Lan Barnes wrote:
I have never worked at a technical company which gave any negotiation
latitude to the HR people. Only the hiring manager had that latitude.
Maybe we've worked at different size enterprises. Where I've interviewed,
managers peg the slot, vote up or down, and say how eager they are. HR
does the negotiations.
Huh. I was a hiring manager at ATI. Not exactly small. Yes, we had
slots but a lot of latitude within those slots. It could be the fact
that this was for VLSI designers (electrical engineers) rather than
software.
Personally, I preferred doing the negotiations, but, then, I have a
fairly extroverted personality. It allowed me to reinforce what kind of
manager I was going to be.
For example, I always had to hold some in reserve for people who
absolutely insisted on negotiating. They just aren't happy unless they
get to haggle. However, for those who didn't negotiate, I would dump
the reserve in the final offer anyway and tell them it was what they
could have negotiated. That made both groups very happy. Negotiators
thought they got a good deal. Those who didn't negotiate also thought
they got a good deal and got a lesson that I was going to try to look
after their interests even in those situations where they where more
inexperienced.
It should. It permeates your relationship. Doing a good job takes what it
takes. Most of my work in a new place entails assessing their use of and
adherence to standards and process; then selling/seducing everybody on
improving or tightening (or introducing) standards and process. That takes
time. The best practices are all already developed, no time needed to look
them up. The time is in getting people to buy into them and own them.
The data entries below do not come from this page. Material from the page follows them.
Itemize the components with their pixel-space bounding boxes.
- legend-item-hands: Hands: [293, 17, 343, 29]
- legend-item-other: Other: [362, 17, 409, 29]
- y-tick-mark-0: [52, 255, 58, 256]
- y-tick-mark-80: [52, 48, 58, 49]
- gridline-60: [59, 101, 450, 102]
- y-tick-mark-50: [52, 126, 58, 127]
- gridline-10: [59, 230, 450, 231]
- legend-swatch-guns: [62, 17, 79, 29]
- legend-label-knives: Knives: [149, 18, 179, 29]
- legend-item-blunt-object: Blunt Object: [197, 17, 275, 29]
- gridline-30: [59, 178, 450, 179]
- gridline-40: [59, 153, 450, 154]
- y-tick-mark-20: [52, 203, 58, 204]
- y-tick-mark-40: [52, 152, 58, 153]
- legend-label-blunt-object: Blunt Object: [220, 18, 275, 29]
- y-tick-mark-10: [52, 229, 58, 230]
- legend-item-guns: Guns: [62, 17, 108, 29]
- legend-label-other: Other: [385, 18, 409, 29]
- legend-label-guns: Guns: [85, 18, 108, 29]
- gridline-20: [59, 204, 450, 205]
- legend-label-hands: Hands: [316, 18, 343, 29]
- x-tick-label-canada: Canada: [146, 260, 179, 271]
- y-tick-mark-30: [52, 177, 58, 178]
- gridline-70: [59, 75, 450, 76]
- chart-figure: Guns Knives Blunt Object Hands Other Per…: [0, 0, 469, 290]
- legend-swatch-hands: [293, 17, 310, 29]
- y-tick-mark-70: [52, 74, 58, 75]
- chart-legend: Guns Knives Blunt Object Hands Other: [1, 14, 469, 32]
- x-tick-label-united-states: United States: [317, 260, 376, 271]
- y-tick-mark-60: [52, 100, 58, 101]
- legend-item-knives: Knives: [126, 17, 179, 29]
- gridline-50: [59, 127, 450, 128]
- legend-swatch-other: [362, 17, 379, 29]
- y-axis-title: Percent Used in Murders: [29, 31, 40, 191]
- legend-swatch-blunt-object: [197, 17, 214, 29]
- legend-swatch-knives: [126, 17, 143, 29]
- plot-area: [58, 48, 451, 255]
Ah. VLSI design has much more concrete deliverables--deliver a circuit,
build a CAD tool, integrate the chip, tape the chip out--they are right
or wrong. There's always some politics, but in a good company it's more
about getting it done correctly and fast. And correctly means correctly
in a "We're sending a million dollars to TSMC and have to wait 8 weeks
to find out the results." way.
In that environment, I know what my skill level is relative to the mean
and that reflects into my responsibilities and salary. I expect a
company to pay me more, but, in return, the company expects more out of
me (faster delivery, catch mistakes by junior people, teach the junior
people how to do better). I consider that a fair trade.